Ocean County officials are calling on the State of New Jersey to reject the proposed PFOS/PFOA settlement in its current form unless counties are granted direct control over how the funds are distributed and used.
In May 2025, the State announced a proposed $450 million settlement with 3M to address contamination from PFOS and PFOA—known as “forever chemicals.” Under the proposal, the New Jersey Department of Environmental Protection (DEP) would retain full authority over the settlement dollars and decide how they are allocated statewide.
Ocean County Commissioner Robert S. Arace, who is leading the effort on behalf of the Board of Commissioners, said local governments should have a direct role in managing the funds to ensure resources go to communities most heavily affected by PFAS contamination.
“We are seeing a growing PFAS plume moving through our groundwater,” Arace said. “As more municipal wells are affected, our towns are being forced to install costly treatment systems just to protect drinking water. If the settlement funds are held solely by the DEP, our local officials are in the dark and our residents are left waiting.”
“Ocean County’s towns know their systems, their infrastructure, and their residents,” he added. “They know what remediation is required because they’ve been confronting this issue firsthand. Local leaders must be at the table, not on the sidelines, when these decisions are being made.”
County officials argue that the centralized funding model fails to account for regional differences and risks funneling settlement money into state bureaucracy rather than directly into affected communities.
“When the State holds all the money and all the authority, the result is delay, bureaucracy, and a one-size-fits-all approach that doesn’t work,” Arace said. “This is about accountability. Local control means local results—cleaner water, faster remediation, and stronger public health protections.”
Deputy Director of the Board of Commissioners Frank Sadeghi echoed the sentiment, stating, “This settlement money should go where the damage has been done, not disappear into layers of state administration. Each county faces unique environmental and infrastructure challenges. Local governments are on the front lines of addressing them every day.”
Officials pointed to the opioid settlement model as a precedent, where funds were distributed directly to counties and municipalities, allowing for greater transparency and community participation.
“Counties have demonstrated their ability to manage settlement funds with integrity,” said Commissioner Jennifer Bacchione. “We have the framework, the oversight, and the community partnerships in place to ensure these dollars make a real difference in protecting our water, our health, and our environment.”
Commissioner Virginia E. Haines added, “Our residents should see the benefits of this settlement in their own towns through cleaner water, safer communities, and better health protections. Local control is the only way to guarantee that happens.”
Ocean County is calling on the State to revise the framework to grant all 21 New Jersey counties direct access to funding for remediation, water treatment upgrades, and public health initiatives. Local leaders say this approach will ensure a faster, more efficient, and more accountable use of the settlement money.
“This is about public trust,” Arace said. “Our towns are already doing the work. They have the expertise, the data, and the urgency. They should also have the authority. Every dollar from this settlement should be visible, traceable, and tied to real environmental improvements right here in Ocean County.”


◆ **What you are asked to do**: Each record below is to be restated word for word.

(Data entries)
^^^^^^^^
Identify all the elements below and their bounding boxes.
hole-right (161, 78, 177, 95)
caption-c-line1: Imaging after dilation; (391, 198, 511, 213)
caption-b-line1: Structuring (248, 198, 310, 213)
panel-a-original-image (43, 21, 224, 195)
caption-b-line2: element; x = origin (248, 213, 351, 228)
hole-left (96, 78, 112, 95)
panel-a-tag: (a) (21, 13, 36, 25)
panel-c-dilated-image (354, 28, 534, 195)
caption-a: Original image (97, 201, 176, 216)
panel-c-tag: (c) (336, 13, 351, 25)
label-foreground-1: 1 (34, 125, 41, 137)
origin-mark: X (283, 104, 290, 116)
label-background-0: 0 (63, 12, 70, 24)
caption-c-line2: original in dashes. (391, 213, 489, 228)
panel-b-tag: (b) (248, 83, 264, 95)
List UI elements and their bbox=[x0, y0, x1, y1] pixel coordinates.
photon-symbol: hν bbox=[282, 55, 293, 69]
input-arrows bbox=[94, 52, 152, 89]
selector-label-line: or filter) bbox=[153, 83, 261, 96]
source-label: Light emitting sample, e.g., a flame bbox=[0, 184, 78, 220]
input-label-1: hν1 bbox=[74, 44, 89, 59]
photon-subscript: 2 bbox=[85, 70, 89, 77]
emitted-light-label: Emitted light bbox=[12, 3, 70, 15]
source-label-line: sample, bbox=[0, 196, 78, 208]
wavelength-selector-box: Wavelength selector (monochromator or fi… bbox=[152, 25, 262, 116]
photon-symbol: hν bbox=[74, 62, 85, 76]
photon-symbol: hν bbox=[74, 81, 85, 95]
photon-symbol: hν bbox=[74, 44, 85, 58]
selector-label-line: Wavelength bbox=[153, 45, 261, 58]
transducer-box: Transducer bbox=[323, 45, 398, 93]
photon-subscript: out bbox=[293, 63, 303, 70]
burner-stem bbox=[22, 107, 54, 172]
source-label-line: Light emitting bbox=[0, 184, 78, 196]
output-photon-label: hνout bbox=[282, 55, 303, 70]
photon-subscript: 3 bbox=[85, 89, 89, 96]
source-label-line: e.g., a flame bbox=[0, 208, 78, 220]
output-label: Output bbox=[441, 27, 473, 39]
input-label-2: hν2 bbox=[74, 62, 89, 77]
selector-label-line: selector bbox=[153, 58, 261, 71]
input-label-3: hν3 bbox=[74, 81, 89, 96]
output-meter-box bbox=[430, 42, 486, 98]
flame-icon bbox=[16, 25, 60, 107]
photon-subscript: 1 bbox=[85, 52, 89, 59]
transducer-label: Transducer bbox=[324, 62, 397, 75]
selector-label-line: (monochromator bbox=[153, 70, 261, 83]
^^^^^^^^
◆ **The answer**:
Identify all the elements below and their bounding boxes.
hole-right (161, 78, 177, 95)
caption-c-line1: Imaging after dilation; (391, 198, 511, 213)
caption-b-line1: Structuring (248, 198, 310, 213)
panel-a-original-image (43, 21, 224, 195)
caption-b-line2: element; x = origin (248, 213, 351, 228)
hole-left (96, 78, 112, 95)
panel-a-tag: (a) (21, 13, 36, 25)
panel-c-dilated-image (354, 28, 534, 195)
caption-a: Original image (97, 201, 176, 216)
panel-c-tag: (c) (336, 13, 351, 25)
label-foreground-1: 1 (34, 125, 41, 137)
origin-mark: X (283, 104, 290, 116)
label-background-0: 0 (63, 12, 70, 24)
caption-c-line2: original in dashes. (391, 213, 489, 228)
panel-b-tag: (b) (248, 83, 264, 95)
List UI elements and their bbox=[x0, y0, x1, y1] pixel coordinates.
photon-symbol: hν bbox=[282, 55, 293, 69]
input-arrows bbox=[94, 52, 152, 89]
selector-label-line: or filter) bbox=[153, 83, 261, 96]
source-label: Light emitting sample, e.g., a flame bbox=[0, 184, 78, 220]
input-label-1: hν1 bbox=[74, 44, 89, 59]
photon-subscript: 2 bbox=[85, 70, 89, 77]
emitted-light-label: Emitted light bbox=[12, 3, 70, 15]
source-label-line: sample, bbox=[0, 196, 78, 208]
wavelength-selector-box: Wavelength selector (monochromator or fi… bbox=[152, 25, 262, 116]
photon-symbol: hν bbox=[74, 62, 85, 76]
photon-symbol: hν bbox=[74, 81, 85, 95]
photon-symbol: hν bbox=[74, 44, 85, 58]
selector-label-line: Wavelength bbox=[153, 45, 261, 58]
transducer-box: Transducer bbox=[323, 45, 398, 93]
photon-subscript: out bbox=[293, 63, 303, 70]
burner-stem bbox=[22, 107, 54, 172]
source-label-line: Light emitting bbox=[0, 184, 78, 196]
output-photon-label: hνout bbox=[282, 55, 303, 70]
photon-subscript: 3 bbox=[85, 89, 89, 96]
source-label-line: e.g., a flame bbox=[0, 208, 78, 220]
output-label: Output bbox=[441, 27, 473, 39]
input-label-2: hν2 bbox=[74, 62, 89, 77]
selector-label-line: selector bbox=[153, 58, 261, 71]
input-label-3: hν3 bbox=[74, 81, 89, 96]
output-meter-box bbox=[430, 42, 486, 98]
flame-icon bbox=[16, 25, 60, 107]
photon-subscript: 1 bbox=[85, 52, 89, 59]
transducer-label: Transducer bbox=[324, 62, 397, 75]
selector-label-line: (monochromator bbox=[153, 70, 261, 83]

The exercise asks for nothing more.